By Ant X
It was a situation I’d not experienced before. As a white Englishman, I’ve had the privilege of never having attended an anti-fascist demonstration as one of the demonised immigrant workers that the far right wanted to boot out. But on Saturday 14th September, two weeks after moving to Stockholm for work, the unashamedly neo-Nazi Svenskarnas Parti (The Swedes’ Party, SvP) was planning to march through central Stockholm under the banner of “A Thousand years of Swedishnessâ€. I heard this news just a few days after the EDL had tried to march through the multicultural London borough of Tower Hamlets, observing with horror the news of nearly 300 antifascist arrestees, and immediately knew that attendance at the counter-demonstration was important.
We tend to imagine the Scandinavian countries as wonderful models of social democracy in action – relative social peace, low levels of inequality, rent controls, progressive policies on health, education and so on. But over the past decade or so, Swedish politics has taken a rather different turn. With the second right-wing government since World War II, and the first to be re-elected for a second term, Sweden’s ubiquitous social democracy is being systematically dismantled by the ironically-named Moderaterna (The Moderates). This hotly contested rolling-back of the country’s imperfect but generally quite progressive policies on welfare, immigration and public ownership has come at a time when the rest of Western Europe is feeling the bitter effects of a neoliberal crisis, and political and ethnic tensions are rising almost everywhere in the region.
Sweden’s resurgent right wing, however, is not simply a case of a centre-right conservative party gaining political office; it’s also ushering in an era of some of the largest far-right and neo-Nazi parties Europe has seen in some time. A chronic shortage of housing in Stockholm, and growing racial tensions leading to this year’s riots by immigrant communities in Stockholm’s working class suburbs, has exaggerated the far-right’s ability to influence public discourses. Debates on Sweden’s future are increasingly being reframed to the right, providing the political breathing space for the Moderaterna to be more assertive in its own neoliberalising ambitions.
On the streets of Stockholm, antifascists swamped the SvP by at least four to one; the size of their 150-strong march bulked out by a hired van and generous spacing of flag-bearers. The counter-demonstration, ‘Vattenkrig mot Raskrig’ (Water War against Racial War), was billed as a playful détournement of the usual set-piece scuffles, confrontations and mass arrests of anti-fascist actions here in the past. Instead, the organisers encouraged people to bring water balloons and pistols to soak the fascist marchers every step of the way.
But the tensions in Swedish society appear to run too deep for such playfulness. Although there was relatively little chance of direct confrontation between the two groups due to a heavy police presence, the water bombs were accompanied by stones, firecrackers, bottles and flares, alongside a ceaseless barrage of verbal abuse. Down every side street the SvP passed, another group of counter-demonstrators hassled, abused and showered them with objects. And after the march, isolated fascists were picked off by roving bands of antifas in the backstreets. Even if it was not a total victory for the antifascists, it was a miserable defeat for the SvP.
But these are minnows in a sea of Swedish far-right groups. Arguably the most dangerous, the Sverigedemokraterna (SD, the Sweden Democrats), has a membership of 10,000 in a country of only 9 million, with 20 seats in parliament and a major voice in public debate. Like UKIP in Britain, the SD is especially troubling because its knee-jerk ‘kick-em-out’ populism appeals to broad sections of Swedish society, from all different classes and backgrounds. What’s more, their particular brand of authoritarian, racist jingoism is just about palatable enough to the mainstream that it can’t quite be labeled as ‘fully’ fascist.
The rise of the far right in Europe is a worrying trend, linked to economic crisis, growing mobility, labour market change, and all sorts of other factors. We see parties like Golden Dawn sending out their bootboys to attack progressive and radical groups, ongoing support for the Front Nationale in France, and nasty, street-based groups like the EDL trying to throw their weight around. On Saturday, if it wasn’t for heavy-handed policing, the SvP would have been ripped to shreds, but the bigger threats are the ‘respectable’ hard right parties who fall just short of this politics of the street. We can physically damage the hardcore neo-Nazis on the streets as much as we want, but while parties like the SD and UKIP get away with it, we are in difficult territory. The street battle was easily won this time in Stockholm, but the ideological war is far from over.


■ Exercise details
Search the records for the string "this" and return each line that has it.

*** Raw data ***

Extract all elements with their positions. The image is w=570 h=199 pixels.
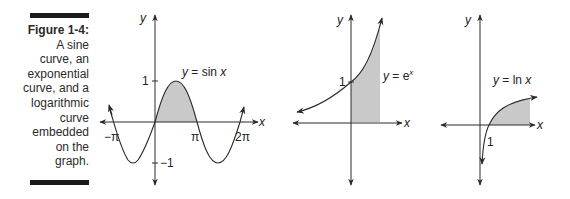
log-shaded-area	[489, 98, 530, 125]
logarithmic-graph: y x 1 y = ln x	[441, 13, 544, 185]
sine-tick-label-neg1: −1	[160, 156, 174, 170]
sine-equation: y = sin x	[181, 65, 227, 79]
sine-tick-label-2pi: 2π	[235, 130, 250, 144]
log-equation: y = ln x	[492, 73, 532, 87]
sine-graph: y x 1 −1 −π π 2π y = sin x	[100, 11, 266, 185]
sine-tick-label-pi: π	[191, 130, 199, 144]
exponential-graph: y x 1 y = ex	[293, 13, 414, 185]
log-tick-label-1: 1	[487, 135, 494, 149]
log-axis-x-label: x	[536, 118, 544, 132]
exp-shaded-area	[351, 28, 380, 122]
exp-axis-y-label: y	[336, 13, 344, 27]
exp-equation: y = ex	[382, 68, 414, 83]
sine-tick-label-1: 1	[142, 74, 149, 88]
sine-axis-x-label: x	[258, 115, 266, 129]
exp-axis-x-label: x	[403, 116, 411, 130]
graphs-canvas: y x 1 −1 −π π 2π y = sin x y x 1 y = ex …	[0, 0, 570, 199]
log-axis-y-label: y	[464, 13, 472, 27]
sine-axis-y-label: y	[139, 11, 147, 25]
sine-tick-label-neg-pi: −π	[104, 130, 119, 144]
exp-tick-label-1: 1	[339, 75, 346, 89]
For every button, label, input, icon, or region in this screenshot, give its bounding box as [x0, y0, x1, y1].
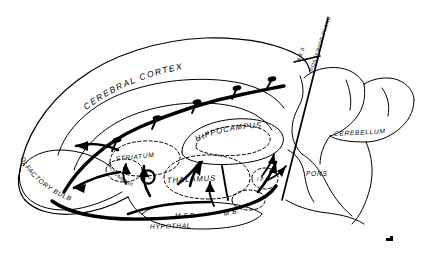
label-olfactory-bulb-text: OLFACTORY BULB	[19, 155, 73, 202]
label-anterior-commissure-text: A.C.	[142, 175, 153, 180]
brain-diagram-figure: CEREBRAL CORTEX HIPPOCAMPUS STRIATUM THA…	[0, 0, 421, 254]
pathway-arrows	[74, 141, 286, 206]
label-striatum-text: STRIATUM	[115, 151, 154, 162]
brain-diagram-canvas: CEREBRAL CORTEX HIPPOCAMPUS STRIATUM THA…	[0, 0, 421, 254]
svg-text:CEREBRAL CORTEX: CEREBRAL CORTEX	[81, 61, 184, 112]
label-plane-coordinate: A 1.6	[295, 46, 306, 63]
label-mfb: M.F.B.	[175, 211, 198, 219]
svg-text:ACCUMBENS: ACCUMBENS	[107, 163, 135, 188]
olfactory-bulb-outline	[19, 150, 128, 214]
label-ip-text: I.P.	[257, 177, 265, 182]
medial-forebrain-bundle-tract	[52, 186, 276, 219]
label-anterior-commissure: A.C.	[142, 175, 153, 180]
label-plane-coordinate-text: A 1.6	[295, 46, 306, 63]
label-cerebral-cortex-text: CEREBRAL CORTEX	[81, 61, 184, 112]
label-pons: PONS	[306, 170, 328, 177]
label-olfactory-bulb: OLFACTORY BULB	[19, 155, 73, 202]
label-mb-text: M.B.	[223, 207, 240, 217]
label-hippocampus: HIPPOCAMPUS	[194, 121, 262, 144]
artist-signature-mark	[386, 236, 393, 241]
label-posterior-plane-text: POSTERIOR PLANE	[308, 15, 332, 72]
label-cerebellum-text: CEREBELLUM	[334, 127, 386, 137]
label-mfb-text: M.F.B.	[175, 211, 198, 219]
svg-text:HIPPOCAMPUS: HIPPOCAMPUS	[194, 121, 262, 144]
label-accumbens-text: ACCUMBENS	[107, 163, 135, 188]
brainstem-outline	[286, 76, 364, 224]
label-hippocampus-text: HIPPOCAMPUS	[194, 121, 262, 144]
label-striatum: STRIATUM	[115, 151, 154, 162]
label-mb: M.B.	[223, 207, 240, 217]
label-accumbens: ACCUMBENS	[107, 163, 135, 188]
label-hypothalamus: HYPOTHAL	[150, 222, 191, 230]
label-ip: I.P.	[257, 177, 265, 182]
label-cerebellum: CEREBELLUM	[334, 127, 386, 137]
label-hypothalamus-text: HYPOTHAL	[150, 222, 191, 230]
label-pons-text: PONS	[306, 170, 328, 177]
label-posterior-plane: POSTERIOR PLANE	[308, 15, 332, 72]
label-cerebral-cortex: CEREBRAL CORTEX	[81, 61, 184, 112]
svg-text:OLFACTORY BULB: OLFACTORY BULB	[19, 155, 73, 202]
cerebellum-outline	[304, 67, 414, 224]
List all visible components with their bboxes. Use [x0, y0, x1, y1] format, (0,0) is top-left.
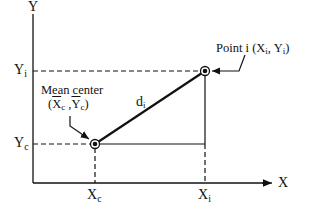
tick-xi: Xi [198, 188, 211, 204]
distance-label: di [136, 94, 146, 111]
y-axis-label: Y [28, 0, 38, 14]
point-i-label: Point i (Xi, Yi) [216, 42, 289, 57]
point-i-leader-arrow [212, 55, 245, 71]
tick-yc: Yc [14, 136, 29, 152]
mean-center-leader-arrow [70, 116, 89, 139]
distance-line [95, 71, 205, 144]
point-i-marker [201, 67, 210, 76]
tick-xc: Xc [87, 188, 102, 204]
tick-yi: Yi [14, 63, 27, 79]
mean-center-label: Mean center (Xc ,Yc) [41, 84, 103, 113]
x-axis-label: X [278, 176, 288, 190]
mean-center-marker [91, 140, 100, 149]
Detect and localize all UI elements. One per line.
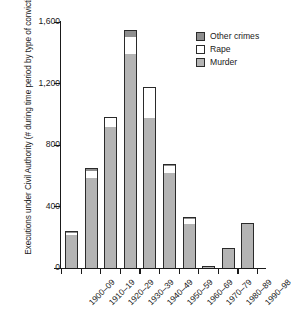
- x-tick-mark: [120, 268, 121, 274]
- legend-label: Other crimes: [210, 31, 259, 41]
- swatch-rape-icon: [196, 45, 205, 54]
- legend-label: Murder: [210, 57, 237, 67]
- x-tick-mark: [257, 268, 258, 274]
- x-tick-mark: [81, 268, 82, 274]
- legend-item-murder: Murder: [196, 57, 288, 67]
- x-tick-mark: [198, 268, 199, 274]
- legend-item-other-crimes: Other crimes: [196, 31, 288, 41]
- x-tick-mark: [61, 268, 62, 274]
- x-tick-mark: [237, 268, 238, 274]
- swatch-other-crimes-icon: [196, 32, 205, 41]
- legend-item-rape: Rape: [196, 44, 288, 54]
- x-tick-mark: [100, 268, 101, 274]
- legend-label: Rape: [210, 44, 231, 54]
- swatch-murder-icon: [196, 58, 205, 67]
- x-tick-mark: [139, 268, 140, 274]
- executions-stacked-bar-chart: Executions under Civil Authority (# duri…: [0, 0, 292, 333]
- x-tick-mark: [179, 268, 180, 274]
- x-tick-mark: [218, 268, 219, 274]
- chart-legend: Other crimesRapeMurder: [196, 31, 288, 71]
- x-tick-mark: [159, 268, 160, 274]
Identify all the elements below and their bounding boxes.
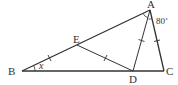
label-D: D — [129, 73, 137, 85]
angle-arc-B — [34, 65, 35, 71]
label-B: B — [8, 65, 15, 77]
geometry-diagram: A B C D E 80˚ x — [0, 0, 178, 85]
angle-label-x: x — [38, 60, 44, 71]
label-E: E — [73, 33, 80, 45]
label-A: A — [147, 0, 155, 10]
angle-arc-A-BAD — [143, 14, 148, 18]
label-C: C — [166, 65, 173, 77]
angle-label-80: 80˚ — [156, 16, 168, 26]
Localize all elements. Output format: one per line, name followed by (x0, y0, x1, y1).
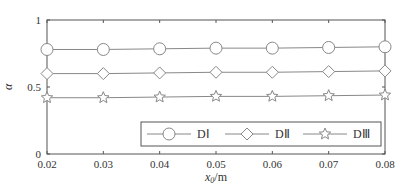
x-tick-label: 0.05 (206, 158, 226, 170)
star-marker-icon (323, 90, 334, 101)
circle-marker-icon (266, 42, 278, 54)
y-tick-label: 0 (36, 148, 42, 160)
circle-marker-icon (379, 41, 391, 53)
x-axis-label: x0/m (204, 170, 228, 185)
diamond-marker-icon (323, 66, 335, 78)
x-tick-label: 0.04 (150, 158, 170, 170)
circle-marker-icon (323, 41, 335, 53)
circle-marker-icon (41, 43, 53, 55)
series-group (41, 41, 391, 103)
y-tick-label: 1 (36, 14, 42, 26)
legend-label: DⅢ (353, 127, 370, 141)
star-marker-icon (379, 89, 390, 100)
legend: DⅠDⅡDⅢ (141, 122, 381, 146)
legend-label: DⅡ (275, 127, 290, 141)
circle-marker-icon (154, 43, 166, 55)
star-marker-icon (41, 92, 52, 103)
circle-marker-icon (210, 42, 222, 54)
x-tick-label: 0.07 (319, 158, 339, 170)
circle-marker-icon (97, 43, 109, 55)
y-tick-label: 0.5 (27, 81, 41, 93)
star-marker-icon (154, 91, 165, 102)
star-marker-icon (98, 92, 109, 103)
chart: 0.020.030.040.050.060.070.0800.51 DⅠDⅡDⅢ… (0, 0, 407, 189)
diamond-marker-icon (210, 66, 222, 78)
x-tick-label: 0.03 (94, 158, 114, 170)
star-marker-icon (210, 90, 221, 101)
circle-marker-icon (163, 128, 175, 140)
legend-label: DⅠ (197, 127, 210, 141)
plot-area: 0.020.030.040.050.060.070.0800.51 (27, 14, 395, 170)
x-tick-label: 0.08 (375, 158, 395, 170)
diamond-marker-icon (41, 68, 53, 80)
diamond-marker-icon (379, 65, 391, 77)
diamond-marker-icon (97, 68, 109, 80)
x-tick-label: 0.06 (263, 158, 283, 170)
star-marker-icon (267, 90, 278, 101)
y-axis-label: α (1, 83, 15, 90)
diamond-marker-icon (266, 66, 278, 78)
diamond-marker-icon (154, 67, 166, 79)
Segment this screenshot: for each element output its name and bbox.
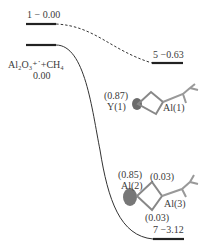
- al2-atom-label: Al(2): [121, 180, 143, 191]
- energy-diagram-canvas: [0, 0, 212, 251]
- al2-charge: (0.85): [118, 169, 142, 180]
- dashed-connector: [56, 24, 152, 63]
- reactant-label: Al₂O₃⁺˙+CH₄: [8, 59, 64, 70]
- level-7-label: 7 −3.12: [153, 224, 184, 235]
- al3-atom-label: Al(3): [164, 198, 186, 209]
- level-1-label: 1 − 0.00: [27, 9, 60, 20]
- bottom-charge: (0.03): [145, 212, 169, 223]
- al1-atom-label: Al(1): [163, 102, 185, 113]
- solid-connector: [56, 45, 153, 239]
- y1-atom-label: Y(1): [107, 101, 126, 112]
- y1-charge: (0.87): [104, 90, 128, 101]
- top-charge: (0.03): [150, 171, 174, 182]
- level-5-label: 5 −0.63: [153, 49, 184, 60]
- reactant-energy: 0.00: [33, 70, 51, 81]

*** End of Raw data ***

■ Solved problem
For every button, label, input, icon, or region in this screenshot, give its bounding box as [x0, y0, x1, y1].
Segment this screenshot: for each element output its name and bbox.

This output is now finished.